MENLO PARK, Calif. (KGO) -- Bay Area researchers are launching a project that could ultimately save millions of women from being infected by the AIDS virus and the delivery system puts the technology in the hands of women themselves.
It's estimated that 3,000 women around the world are infected with HIV every day and a majority of those cases are in Sub-Saharan Africa. But now, Gita Shankar, Ph.D., and her team at SRI International in Menlo Park are developing a gel that they believe will cut those numbers dramatically.
"It's a two-part gel. When applied to the site, it will stick for such a long time at the same time delivering two drugs, which in our case, one effective against HIV, the other effective against HSV," said Shankar.

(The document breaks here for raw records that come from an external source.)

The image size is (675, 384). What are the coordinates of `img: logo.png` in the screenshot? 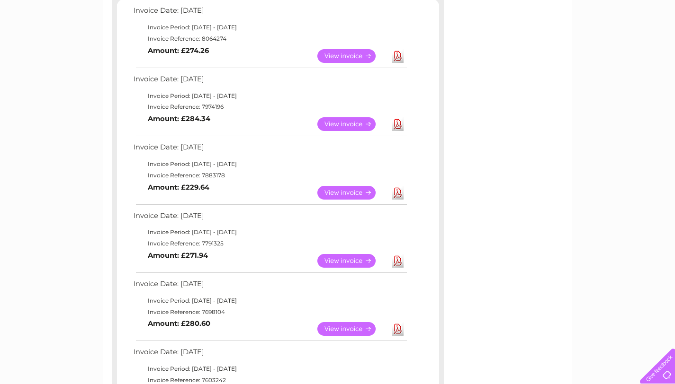 It's located at (48, 39).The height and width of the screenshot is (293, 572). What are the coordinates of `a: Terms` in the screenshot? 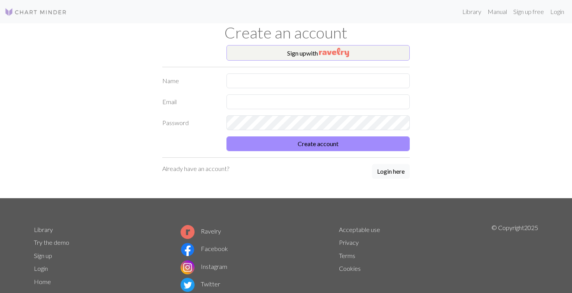 It's located at (347, 256).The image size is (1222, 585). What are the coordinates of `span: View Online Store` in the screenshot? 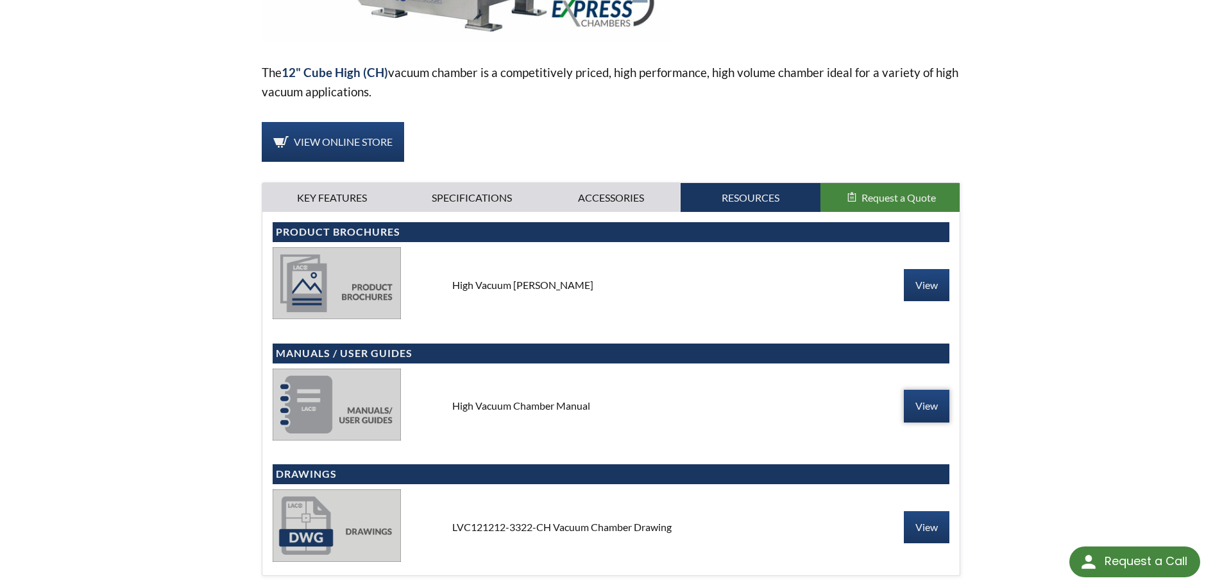 It's located at (343, 141).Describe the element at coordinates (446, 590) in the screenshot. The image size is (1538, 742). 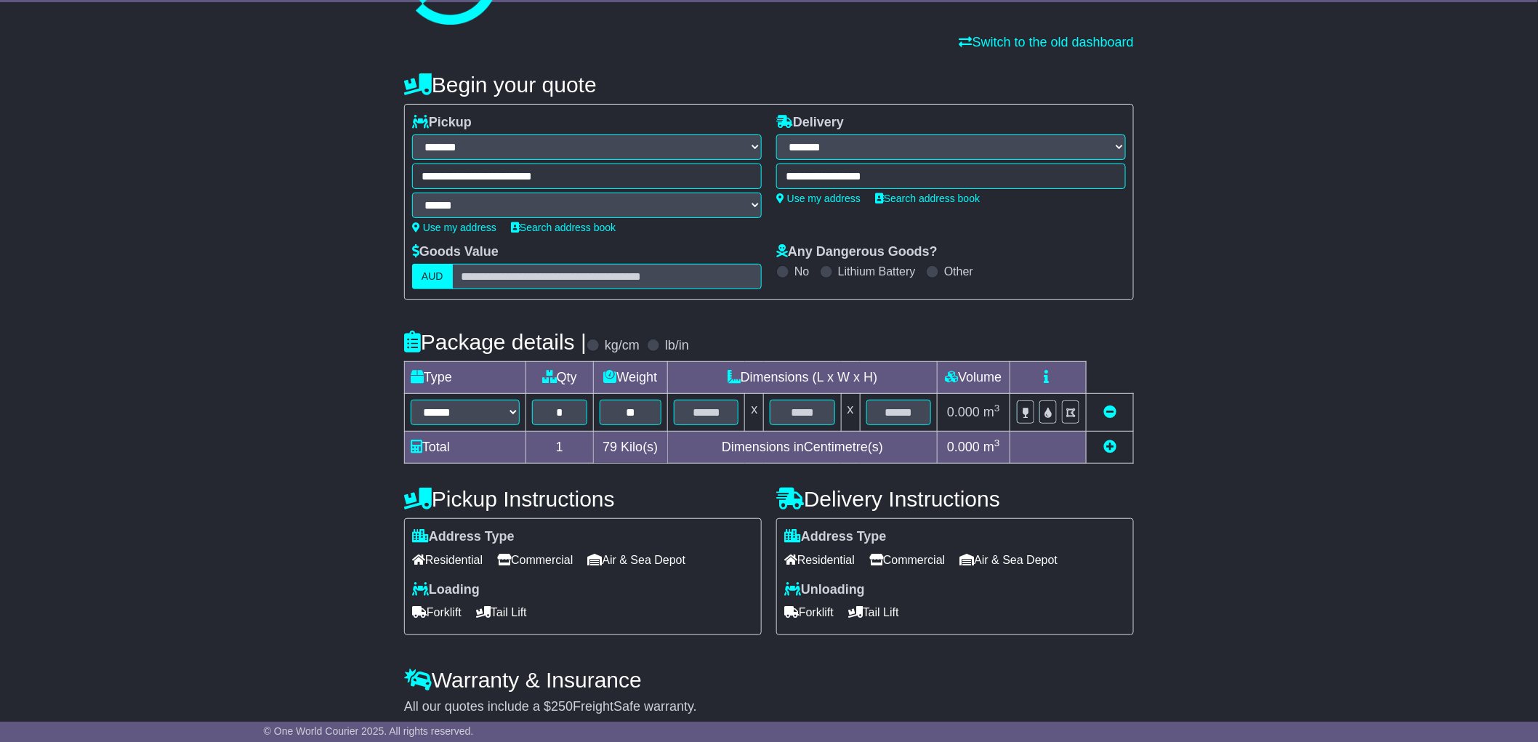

The idea is to protect women during intercourse from both HIV and HSV-2, a form of genital herpes also rampant in Africa. She says the gel would be an effective alternative in male-dominated cultures that sometimes discourage the use of condoms.
"Therefore you want to empower the women, give them something, an ability to take care of their health, take charge to their own health," said Shankar.
The project recently received a boost from the National Institutes of Health. In July, it awarded SRI a $500,000 grant to fund their research for two years.
Immunologist Carsten Alt, Ph.D., believes the combination therapy could be particularly effective, because HSV-2 infections often leave women more vulnerable to contracting HIV.
"So if you can reduce one, you also reduce the other," said Alt.
In fact, statistical studies have suggested that if the microbicide gel were used by even a fraction of women having unprotected sex in the developing world, it could prevent hundreds of thousands of HIV infections per year. And since the gel employs established anti-viral drugs, the team hopes to speed the approval process.
"We are quickly hoping that in the next two years we can take this product to a stage where we can get down there and say we're going to start clinical trials, hopefully in Africa in a few years," said Shankar.
Researchers are hoping the final version of the gel will last for eight hours once it's applied.